What are the pros and cons of automated Unit Tests vs automated Integration tests?

前端 未结 12 1922
遥遥无期
遥遥无期 2020-12-12 20:35

Recently we have been adding automated tests to our existing java applications.

What we have

The majority of these tests are integration tes

12条回答
  •  隐瞒了意图╮
    2020-12-12 21:07

    We have 4 different types of tests in our project:

    1. Unit tests with mocking where necessary
    2. DB tests that act similar to unit tests but touch db & clean up afterwards
    3. Our logic is exposed through REST, so we have tests that do HTTP
    4. Webapp tests using WatiN that actually use IE instance and go over major functionality

    I like unit tests.

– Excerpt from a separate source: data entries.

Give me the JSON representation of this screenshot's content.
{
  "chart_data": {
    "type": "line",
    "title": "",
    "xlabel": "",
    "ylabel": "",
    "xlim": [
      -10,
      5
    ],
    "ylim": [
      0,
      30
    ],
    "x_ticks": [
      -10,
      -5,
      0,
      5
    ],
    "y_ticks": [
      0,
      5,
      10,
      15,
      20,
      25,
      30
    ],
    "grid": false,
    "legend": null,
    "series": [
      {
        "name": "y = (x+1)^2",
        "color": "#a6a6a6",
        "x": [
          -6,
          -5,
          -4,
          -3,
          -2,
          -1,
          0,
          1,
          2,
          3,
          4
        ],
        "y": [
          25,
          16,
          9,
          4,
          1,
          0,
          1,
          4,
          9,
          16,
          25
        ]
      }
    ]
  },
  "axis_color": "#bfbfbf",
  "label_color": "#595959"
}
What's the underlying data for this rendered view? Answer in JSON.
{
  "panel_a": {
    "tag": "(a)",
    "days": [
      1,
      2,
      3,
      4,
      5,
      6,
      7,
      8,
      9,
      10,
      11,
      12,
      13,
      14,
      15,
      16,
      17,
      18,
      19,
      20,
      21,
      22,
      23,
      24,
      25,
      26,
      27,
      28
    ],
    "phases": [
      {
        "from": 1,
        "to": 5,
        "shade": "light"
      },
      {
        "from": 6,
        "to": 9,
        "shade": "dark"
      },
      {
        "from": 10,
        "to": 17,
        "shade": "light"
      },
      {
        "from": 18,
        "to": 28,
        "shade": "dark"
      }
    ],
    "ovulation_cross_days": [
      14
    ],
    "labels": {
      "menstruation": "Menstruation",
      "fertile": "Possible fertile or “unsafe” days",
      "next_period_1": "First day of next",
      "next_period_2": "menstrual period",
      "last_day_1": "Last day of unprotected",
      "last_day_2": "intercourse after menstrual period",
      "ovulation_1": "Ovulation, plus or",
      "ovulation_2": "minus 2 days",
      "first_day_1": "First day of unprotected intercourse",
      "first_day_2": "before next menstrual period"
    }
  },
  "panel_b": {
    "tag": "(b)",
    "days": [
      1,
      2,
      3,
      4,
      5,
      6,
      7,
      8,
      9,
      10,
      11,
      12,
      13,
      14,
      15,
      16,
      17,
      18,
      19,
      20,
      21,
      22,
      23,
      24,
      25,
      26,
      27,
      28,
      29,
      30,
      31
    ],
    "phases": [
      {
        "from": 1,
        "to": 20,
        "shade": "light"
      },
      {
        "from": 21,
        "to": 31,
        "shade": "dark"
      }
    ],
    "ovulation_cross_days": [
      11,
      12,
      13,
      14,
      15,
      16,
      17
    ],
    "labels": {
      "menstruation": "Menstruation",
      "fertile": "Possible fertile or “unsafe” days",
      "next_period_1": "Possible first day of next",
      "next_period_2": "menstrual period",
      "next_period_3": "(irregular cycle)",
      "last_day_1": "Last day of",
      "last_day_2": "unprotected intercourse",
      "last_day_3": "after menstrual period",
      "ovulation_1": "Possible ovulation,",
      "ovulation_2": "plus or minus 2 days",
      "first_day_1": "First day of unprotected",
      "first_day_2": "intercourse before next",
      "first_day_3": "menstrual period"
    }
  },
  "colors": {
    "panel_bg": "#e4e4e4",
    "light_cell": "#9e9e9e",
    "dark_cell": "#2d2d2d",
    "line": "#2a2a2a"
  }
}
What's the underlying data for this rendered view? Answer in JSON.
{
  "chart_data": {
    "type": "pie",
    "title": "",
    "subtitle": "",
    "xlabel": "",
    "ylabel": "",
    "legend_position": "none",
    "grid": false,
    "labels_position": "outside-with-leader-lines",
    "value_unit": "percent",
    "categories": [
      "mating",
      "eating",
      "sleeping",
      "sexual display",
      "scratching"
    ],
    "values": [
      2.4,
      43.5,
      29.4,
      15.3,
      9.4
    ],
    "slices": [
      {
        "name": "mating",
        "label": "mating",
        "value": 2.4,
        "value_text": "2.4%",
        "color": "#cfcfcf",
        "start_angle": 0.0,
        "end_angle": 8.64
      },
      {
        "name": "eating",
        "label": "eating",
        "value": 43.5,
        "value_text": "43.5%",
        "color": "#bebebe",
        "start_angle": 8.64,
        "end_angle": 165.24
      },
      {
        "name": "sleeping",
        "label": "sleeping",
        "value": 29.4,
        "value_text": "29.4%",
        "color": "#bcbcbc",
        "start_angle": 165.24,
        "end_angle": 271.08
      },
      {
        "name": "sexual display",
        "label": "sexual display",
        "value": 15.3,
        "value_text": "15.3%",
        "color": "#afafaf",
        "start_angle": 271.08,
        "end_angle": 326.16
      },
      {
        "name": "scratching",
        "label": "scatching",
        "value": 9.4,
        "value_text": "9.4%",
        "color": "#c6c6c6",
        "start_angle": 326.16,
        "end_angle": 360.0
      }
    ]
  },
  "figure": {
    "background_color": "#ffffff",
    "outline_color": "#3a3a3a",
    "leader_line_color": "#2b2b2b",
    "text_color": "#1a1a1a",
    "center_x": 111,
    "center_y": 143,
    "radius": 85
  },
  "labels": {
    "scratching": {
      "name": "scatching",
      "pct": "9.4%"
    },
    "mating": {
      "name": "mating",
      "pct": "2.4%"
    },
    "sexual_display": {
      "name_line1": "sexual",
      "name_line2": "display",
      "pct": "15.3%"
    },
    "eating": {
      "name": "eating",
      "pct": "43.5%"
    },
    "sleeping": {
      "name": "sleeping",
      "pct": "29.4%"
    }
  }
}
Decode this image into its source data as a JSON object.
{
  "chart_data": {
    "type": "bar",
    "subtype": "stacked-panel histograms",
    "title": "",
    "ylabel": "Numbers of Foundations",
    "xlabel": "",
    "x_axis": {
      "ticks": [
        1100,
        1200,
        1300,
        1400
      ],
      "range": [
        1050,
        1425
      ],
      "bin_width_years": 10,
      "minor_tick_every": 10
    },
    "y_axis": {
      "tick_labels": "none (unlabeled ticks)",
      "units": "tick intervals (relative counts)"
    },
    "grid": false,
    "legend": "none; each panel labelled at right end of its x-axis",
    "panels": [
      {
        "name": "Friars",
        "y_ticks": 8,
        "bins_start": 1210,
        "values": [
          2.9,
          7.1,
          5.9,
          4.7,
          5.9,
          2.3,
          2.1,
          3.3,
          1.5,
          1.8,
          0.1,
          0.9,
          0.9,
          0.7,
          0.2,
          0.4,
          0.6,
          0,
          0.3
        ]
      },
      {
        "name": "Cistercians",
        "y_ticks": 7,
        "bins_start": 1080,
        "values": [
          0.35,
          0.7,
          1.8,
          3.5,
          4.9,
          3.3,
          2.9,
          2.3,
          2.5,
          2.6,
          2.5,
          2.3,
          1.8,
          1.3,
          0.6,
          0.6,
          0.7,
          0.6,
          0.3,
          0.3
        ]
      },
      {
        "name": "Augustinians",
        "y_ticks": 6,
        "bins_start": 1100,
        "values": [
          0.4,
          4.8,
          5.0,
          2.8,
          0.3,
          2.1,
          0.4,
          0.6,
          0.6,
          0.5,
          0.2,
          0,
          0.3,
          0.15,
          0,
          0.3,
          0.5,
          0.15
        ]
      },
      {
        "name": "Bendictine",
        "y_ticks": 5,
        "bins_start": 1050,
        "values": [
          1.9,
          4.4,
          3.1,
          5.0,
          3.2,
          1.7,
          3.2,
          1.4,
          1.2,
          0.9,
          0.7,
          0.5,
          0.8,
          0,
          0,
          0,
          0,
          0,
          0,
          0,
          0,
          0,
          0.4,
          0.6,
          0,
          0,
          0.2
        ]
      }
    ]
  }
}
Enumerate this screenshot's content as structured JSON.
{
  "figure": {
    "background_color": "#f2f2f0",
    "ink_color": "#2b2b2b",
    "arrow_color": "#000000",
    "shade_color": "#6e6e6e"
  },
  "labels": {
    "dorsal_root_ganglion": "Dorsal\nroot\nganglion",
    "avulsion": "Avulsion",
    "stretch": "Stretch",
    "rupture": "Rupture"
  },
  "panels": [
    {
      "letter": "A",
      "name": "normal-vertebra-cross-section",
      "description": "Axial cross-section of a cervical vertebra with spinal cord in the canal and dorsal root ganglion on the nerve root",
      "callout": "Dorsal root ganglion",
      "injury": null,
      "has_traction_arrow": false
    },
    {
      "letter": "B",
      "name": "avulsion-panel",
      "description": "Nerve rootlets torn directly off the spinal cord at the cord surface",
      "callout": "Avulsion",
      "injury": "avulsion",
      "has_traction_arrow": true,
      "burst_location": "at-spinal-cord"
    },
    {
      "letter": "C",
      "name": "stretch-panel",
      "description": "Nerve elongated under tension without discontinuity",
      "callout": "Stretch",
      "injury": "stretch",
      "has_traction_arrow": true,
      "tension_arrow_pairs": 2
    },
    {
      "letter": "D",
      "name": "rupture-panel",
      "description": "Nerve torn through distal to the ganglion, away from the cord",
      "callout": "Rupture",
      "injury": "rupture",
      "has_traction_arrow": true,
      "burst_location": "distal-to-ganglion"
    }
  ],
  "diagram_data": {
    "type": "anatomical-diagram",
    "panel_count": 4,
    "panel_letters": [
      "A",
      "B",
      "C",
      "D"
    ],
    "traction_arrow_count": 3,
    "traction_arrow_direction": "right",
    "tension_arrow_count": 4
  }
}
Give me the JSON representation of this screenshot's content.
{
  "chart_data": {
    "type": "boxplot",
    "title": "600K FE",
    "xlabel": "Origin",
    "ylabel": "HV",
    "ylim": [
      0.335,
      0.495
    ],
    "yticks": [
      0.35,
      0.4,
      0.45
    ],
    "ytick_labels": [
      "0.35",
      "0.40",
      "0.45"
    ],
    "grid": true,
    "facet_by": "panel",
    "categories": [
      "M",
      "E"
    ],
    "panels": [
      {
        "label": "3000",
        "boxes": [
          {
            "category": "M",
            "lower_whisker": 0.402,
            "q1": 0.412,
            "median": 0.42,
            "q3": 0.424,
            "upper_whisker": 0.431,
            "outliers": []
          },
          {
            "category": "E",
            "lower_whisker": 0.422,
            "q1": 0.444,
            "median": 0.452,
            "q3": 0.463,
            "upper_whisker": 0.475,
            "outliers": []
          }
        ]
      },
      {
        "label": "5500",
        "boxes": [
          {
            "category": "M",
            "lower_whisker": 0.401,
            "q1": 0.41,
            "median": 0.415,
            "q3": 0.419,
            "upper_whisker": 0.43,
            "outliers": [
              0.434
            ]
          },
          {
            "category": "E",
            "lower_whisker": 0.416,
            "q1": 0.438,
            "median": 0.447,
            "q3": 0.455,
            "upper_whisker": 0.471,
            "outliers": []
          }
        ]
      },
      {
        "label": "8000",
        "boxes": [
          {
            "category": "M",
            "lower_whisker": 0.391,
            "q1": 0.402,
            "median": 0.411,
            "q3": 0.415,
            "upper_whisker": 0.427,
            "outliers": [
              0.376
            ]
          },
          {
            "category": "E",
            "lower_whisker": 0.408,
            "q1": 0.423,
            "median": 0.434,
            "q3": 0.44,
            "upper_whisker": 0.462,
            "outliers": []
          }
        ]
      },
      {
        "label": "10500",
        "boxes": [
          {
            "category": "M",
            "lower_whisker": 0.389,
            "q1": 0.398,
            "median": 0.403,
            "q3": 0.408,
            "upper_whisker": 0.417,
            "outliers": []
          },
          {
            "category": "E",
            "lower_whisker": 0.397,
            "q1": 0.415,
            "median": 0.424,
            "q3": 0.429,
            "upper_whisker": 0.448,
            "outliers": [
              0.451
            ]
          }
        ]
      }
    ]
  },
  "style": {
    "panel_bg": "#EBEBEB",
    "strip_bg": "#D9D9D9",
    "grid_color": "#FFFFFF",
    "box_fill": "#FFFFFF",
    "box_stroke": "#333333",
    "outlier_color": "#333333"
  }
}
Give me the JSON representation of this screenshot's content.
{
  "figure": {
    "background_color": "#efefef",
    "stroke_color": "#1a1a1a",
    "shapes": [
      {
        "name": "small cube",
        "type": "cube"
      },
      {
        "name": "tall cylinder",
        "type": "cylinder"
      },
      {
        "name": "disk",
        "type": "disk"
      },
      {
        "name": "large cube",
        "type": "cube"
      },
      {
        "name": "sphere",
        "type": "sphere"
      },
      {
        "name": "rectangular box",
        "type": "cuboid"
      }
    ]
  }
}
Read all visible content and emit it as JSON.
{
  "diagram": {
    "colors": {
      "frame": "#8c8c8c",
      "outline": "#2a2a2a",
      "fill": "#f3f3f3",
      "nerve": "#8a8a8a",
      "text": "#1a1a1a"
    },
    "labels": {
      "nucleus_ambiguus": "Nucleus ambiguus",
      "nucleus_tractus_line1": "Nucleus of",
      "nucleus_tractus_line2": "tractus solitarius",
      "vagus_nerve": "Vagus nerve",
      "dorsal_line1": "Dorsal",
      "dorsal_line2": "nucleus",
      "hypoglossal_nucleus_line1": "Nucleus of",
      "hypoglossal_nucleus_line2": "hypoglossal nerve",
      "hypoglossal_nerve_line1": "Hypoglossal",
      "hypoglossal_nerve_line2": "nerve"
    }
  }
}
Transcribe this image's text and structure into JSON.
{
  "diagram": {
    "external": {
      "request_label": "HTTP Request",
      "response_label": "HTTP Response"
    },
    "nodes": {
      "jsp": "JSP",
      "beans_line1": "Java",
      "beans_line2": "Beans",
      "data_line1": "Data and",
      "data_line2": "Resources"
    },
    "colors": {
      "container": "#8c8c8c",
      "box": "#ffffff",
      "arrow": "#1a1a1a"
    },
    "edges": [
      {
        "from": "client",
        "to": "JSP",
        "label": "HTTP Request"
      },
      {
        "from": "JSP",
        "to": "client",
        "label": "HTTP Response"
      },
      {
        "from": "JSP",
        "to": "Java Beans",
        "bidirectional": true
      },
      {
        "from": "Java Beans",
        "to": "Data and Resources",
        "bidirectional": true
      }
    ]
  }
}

They run really fast (100-1000x faster than #4 tests). They are type safe, so refactoring is quite easy (with good IDE).

    Main problem is how much work is required to do them properly. You have to mock everything: Db access, network access, other components. You have to decorate unmockable classes, getting a zillion mostly useless classes. You have to use DI so that your components are not tightly coupled and therefore not testable (note that using DI is not actually a downside :)

    I like tests #2. They do use the database and will report database errors, constraint violations and invalid columns. I think we get valuable testing using this.

    #3 and especially #4 are more problematic. They require some subset of production environment on build server. You have to build, deploy and have the app running. You have to have a clean DB every time. But in the end, it pays off. Watin tests require constant work, but you also get constant testing. We run tests on every commit and it is very easy to see when we break something.

    So, back to your question. Unit tests are fast (which is very important, build time should be less than, say, 10 minutes) and the are easy to refactor. Much easier than rewriting whole watin thing if your design changes. If you use a nice editor with good find usages command (e.g. IDEA or VS.NET + Resharper), you can always find where your code is being tested.

    With REST/HTTP tests, you get a good a good validation that your system actually works. But tests are slow to run, so it is hard to have a complete validation at this level. I assume your methods accept multiple parametres or possibly XML input. To check each node in XML or each parameter, it would take tens or hundreds of calls. You can do that with unit tests, but you cannot do that with REST calls, when each can take a big fraction of a second.

    Our unit tests check special boundary conditions far more often than #3 tests. They (#3) check that main functionality is working and that's it. This seems to work pretty well for us.